Monday, December 3, 2012

To Whom It May Concern: The Top of The World is Melting

 
 

    The Arctic permafrost is melting, releasing vast amounts of greenhouse gases. The world now has to rethink how it tackles climate change.

See: http://www.brisbanetimes.com.au/environment/climate-change/the-top-of-the-world-is-melting-20121127-2a5ne.html
   
    CHARLES Miller rides plumes of greenhouse gases "like a roller-coaster" at the top of the world. The NASA scientist is one of a handful of researchers taking part in a remarkable experiment that few people have heard of, but which could prove to be one of the most crucial pieces of scientific field work so far this century.

     For now, the findings are under wraps. "But I think 'tantalising' is probably the right word," he says.
Miller's mission has fresh urgency in light of a new report that was due to be released on Tuesday night at the UN climate change negotiations in Doha, Qatar.

    The Arctic permafrost is thawing. Ancient forests locked under ice tens of thousands of years ago are beginning to melt and rot, releasing vast amounts of greenhouse gases, according to the report, Policy Implications of Warming Permafrost.

    While countries the size of Australia tally up their greenhouse emissions in hundreds of millions of tonnes, the Arctic's stores are measured in the tens of billions of tonnes.

    Human emissions now appear to have warmed the Arctic enough to unlock this vast carbon bank, with stark implications for international efforts to hold global warming to a safe level.

    This is a "tipping point" – a scenario predicted by scientists where the climate becomes trapped in a vicious cycle of warming. That process now seems to be starting.

    "The permafrost carbon feedback is irreversible on human time scales," the report says. "Overall, these observations indicate that large-scale thawing of permafrost may already have started."

    It estimates the greenhouse gases leaking from the Arctic will eventually add more to emissions than last year's combined carbon output of the US and Europe – which means current global plans to hold climate change to an average 2-degree temperature rise this century are now likely to be wrong.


** Task details **
Please give the entries again in full and exactly, without any picture.
/---
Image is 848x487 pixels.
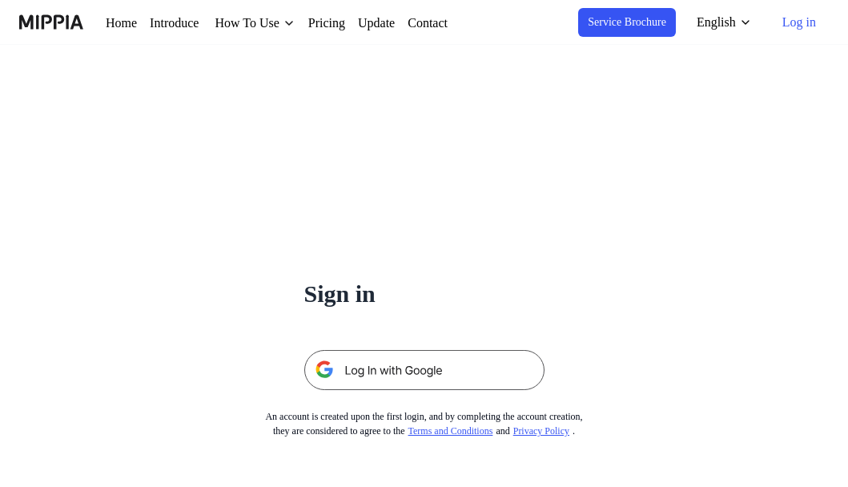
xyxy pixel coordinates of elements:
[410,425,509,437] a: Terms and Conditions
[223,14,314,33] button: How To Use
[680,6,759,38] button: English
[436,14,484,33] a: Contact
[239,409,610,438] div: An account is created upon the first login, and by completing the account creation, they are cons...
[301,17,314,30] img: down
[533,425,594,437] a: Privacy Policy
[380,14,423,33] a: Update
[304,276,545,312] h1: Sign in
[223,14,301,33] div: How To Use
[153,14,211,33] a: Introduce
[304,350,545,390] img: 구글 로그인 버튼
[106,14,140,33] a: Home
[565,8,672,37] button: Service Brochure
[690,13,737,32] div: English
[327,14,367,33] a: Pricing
\---
** Result of the exercise **
Image is 848x487 pixels.
xyxy pixel coordinates of elements:
[410,425,509,437] a: Terms and Conditions
[223,14,314,33] button: How To Use
[680,6,759,38] button: English
[436,14,484,33] a: Contact
[239,409,610,438] div: An account is created upon the first login, and by completing the account creation, they are cons...
[301,17,314,30] img: down
[533,425,594,437] a: Privacy Policy
[380,14,423,33] a: Update
[304,276,545,312] h1: Sign in
[223,14,301,33] div: How To Use
[153,14,211,33] a: Introduce
[304,350,545,390] img: 구글 로그인 버튼
[106,14,140,33] a: Home
[565,8,672,37] button: Service Brochure
[690,13,737,32] div: English
[327,14,367,33] a: Pricing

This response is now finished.